Tool Engines / flavors Status Highlights
regex101 PCRE2, PHP, Python, JS, Java, .NET, Go, Rust Active, recommended Live explanation, debugger, code generator, permalinks
RegExr JavaScript, PHP/PCRE Active, open source Cheat sheet, tests panel, community patterns, dark mode
RegexPlanet 15+ incl.

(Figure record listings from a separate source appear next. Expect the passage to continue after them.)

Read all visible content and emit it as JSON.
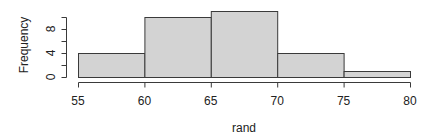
{
  "chart_data": {
    "type": "bar",
    "subtype": "histogram",
    "title": "",
    "xlabel": "rand",
    "ylabel": "Frequency",
    "bins": [
      {
        "start": 55,
        "end": 60,
        "count": 4
      },
      {
        "start": 60,
        "end": 65,
        "count": 10
      },
      {
        "start": 65,
        "end": 70,
        "count": 11
      },
      {
        "start": 70,
        "end": 75,
        "count": 4
      },
      {
        "start": 75,
        "end": 80,
        "count": 1
      }
    ],
    "categories": [
      "55-60",
      "60-65",
      "65-70",
      "70-75",
      "75-80"
    ],
    "values": [
      4,
      10,
      11,
      4,
      1
    ],
    "x_ticks": [
      55,
      60,
      65,
      70,
      75,
      80
    ],
    "y_ticks": [
      0,
      2,
      4,
      6,
      8,
      10
    ],
    "y_tick_labels": [
      "0",
      "",
      "4",
      "",
      "8",
      ""
    ],
    "xlim": [
      55,
      80
    ],
    "ylim": [
      0,
      11
    ],
    "grid": false,
    "legend": null,
    "colors": {
      "bar_fill": "#d3d3d3",
      "bar_stroke": "#3a3a3a"
    }
  }
}
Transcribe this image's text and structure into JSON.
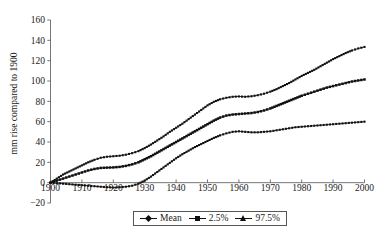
{
  "chart_data": {
    "type": "line",
    "title": "",
    "xlabel": "",
    "ylabel": "mm rise compared to 1900",
    "xlim": [
      1900,
      2000
    ],
    "ylim": [
      -20,
      160
    ],
    "ytick_labels": [
      "160",
      "140",
      "120",
      "100",
      "80",
      "60",
      "40",
      "20",
      "0",
      "−20"
    ],
    "ytick_values": [
      160,
      140,
      120,
      100,
      80,
      60,
      40,
      20,
      0,
      -20
    ],
    "xtick_labels": [
      "1900",
      "1910",
      "1920",
      "1930",
      "1940",
      "1950",
      "1960",
      "1970",
      "1980",
      "1990",
      "2000"
    ],
    "xtick_values": [
      1900,
      1910,
      1920,
      1930,
      1940,
      1950,
      1960,
      1970,
      1980,
      1990,
      2000
    ],
    "grid": false,
    "legend_position": "bottom-center",
    "legend": [
      {
        "name": "Mean",
        "marker": "diamond"
      },
      {
        "name": "2.5%",
        "marker": "square"
      },
      {
        "name": "97.5%",
        "marker": "triangle"
      }
    ],
    "x": [
      1900,
      1902,
      1904,
      1906,
      1908,
      1910,
      1912,
      1914,
      1916,
      1918,
      1920,
      1922,
      1924,
      1926,
      1928,
      1930,
      1932,
      1934,
      1936,
      1938,
      1940,
      1942,
      1944,
      1946,
      1948,
      1950,
      1952,
      1954,
      1956,
      1958,
      1960,
      1962,
      1964,
      1966,
      1968,
      1970,
      1972,
      1974,
      1976,
      1978,
      1980,
      1982,
      1984,
      1986,
      1988,
      1990,
      1992,
      1994,
      1996,
      1998,
      2000
    ],
    "series": [
      {
        "name": "Mean",
        "marker": "diamond",
        "values": [
          0,
          2,
          4,
          6,
          8,
          10,
          12,
          13.5,
          14.5,
          14.8,
          15,
          15.5,
          16.5,
          18,
          20,
          23,
          26,
          29.5,
          33,
          36.5,
          40,
          43.5,
          47,
          50.5,
          54,
          57.5,
          61,
          64,
          66,
          67,
          67.5,
          68,
          68.5,
          69.5,
          71,
          73,
          75.5,
          78,
          80.5,
          83,
          85.5,
          87.5,
          89.5,
          91.5,
          93.5,
          95,
          96.5,
          98,
          99.5,
          100.5,
          101.5
        ]
      },
      {
        "name": "2.5%",
        "marker": "square",
        "values": [
          0,
          -0.5,
          -1,
          -1.5,
          -2,
          -2.5,
          -3,
          -3.5,
          -4,
          -4.5,
          -4.8,
          -4.5,
          -4,
          -3,
          -1,
          2,
          6,
          10.5,
          15,
          19.5,
          24,
          28,
          31.5,
          35,
          38,
          41,
          44,
          46.5,
          48.5,
          50,
          50.5,
          50,
          49.5,
          49.5,
          50,
          50.5,
          51.5,
          52.5,
          53.5,
          54.5,
          55,
          55.5,
          56,
          56.5,
          57,
          57.5,
          58,
          58.5,
          59,
          59.5,
          60
        ]
      },
      {
        "name": "97.5%",
        "marker": "triangle",
        "values": [
          0,
          4,
          8,
          11,
          14,
          17,
          20,
          22.5,
          24.5,
          25.5,
          26,
          26.5,
          27.5,
          29,
          31,
          34,
          37.5,
          41.5,
          45.5,
          50,
          54,
          58,
          62.5,
          67,
          71.5,
          76,
          79.5,
          82,
          83.5,
          84.5,
          84.8,
          84.5,
          85,
          86,
          87.5,
          89.5,
          92,
          95,
          98,
          101.5,
          105,
          108,
          111,
          114.5,
          118,
          121.5,
          124.5,
          127.5,
          130,
          132,
          133.5
        ]
      }
    ]
  }
}
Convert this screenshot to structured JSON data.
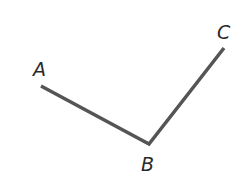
{
  "diagram": {
    "type": "angle",
    "points": {
      "A": {
        "label": "A",
        "x": 41,
        "y": 86,
        "label_x": 33,
        "label_y": 76
      },
      "B": {
        "label": "B",
        "x": 149,
        "y": 144,
        "label_x": 141,
        "label_y": 171
      },
      "C": {
        "label": "C",
        "x": 224,
        "y": 48,
        "label_x": 217,
        "label_y": 39
      }
    },
    "segments": [
      [
        "A",
        "B"
      ],
      [
        "B",
        "C"
      ]
    ],
    "stroke_color": "#555555",
    "stroke_width": 3.5
  }
}
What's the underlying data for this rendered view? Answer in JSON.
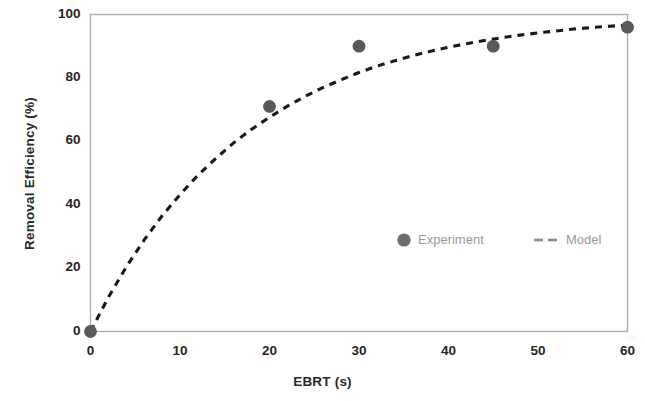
{
  "chart_data": {
    "type": "scatter",
    "title": "",
    "xlabel": "EBRT (s)",
    "ylabel": "Removal Efficiency (%)",
    "xlim": [
      0,
      60
    ],
    "ylim": [
      0,
      100
    ],
    "xticks": [
      "0",
      "10",
      "20",
      "30",
      "40",
      "50",
      "60"
    ],
    "yticks": [
      "0",
      "20",
      "40",
      "60",
      "80",
      "100"
    ],
    "grid": false,
    "legend_position": "inside-lower-right",
    "series": [
      {
        "name": "Experiment",
        "type": "scatter",
        "marker": "filled-circle",
        "color": "#595959",
        "x": [
          0,
          20,
          30,
          45,
          60
        ],
        "values": [
          0,
          71,
          90,
          90,
          96
        ]
      },
      {
        "name": "Model",
        "type": "line",
        "style": "dashed",
        "color": "#1a1a1a",
        "x": [
          0,
          2,
          4,
          6,
          8,
          10,
          12,
          14,
          16,
          18,
          20,
          22,
          24,
          26,
          28,
          30,
          32,
          34,
          36,
          38,
          40,
          42,
          44,
          46,
          48,
          50,
          52,
          54,
          56,
          58,
          60
        ],
        "values": [
          0,
          10.8,
          20.4,
          28.9,
          36.5,
          43.2,
          49.3,
          54.6,
          59.5,
          63.8,
          67.6,
          71.1,
          74.2,
          77.0,
          79.4,
          81.7,
          83.7,
          85.4,
          87.0,
          88.4,
          89.7,
          90.8,
          91.8,
          92.7,
          93.5,
          94.2,
          94.8,
          95.4,
          95.9,
          96.3,
          96.7
        ]
      }
    ],
    "legend": [
      {
        "label": "Experiment",
        "marker": "filled-circle",
        "color": "#595959"
      },
      {
        "label": "Model",
        "marker": "dashed-line",
        "color": "#3d3d3d"
      }
    ],
    "colors": {
      "marker": "#595959",
      "model_line": "#1a1a1a",
      "frame": "#b0b0b0",
      "tick_text": "#262626",
      "legend_text": "#9b9b9b",
      "background": "#ffffff"
    }
  }
}
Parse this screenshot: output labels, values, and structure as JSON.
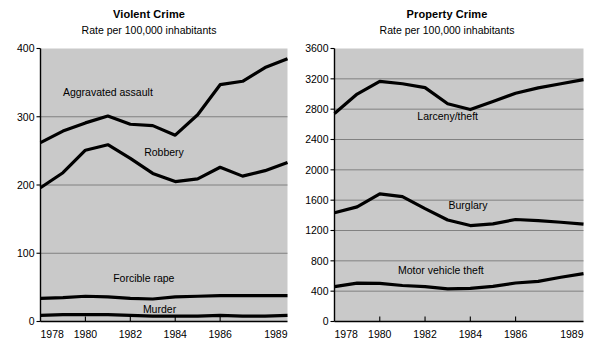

Go, Rust, Swift, PostgreSQL, Deno, Bun Active Many engines; multiple input strings
Debuggex JS, Python, PCRE Active Railroad-diagram visualization
Rubular Ruby Active Clean, fast, Ruby-accurate
Pythex Python re Active Lightweight Python tester + cheat sheet
PyRegex Python Active Simple Python checker
Regex Storm .NET Active Runs the real .NET Regex class
PHP Live Regex PHP Active Code gen for all preg_* functions
RegexLib .NET Active Searchable community pattern database
Regexper JavaScript Active SVG railroad diagrams
RegexPal JavaScript, PCRE Active (Dan's Tools) Fast highlighting; good for large match sets
Regex Hero .NET Changed → Microsoft Store app Silverlight web version discontinued
Rextester .NET (+ compiler) Alive, repurposed as a compiler Some languages now patron-only
Pagecolumn PHP, JavaScript Online but dated Legacy beginner tool
Larsolavtorvik PHP PCRE/POSIX, JS Legacy/unmaintained Old infrastructure
MyRegexTester PHP Closed/abandoned Redirects users to regex101

Quick recommendation

For everyday work, start with regex101 (best explanations and debugger) or RegExr (cleanest UI, open source). Reach for RegexPlanet when you need an uncommon engine, Debuggex or Regexper to see a pattern's structure, and the language-specific testers (Pythex, Regex Storm, PHP Live Regex, Rubular) when you must match a specific runtime exactly.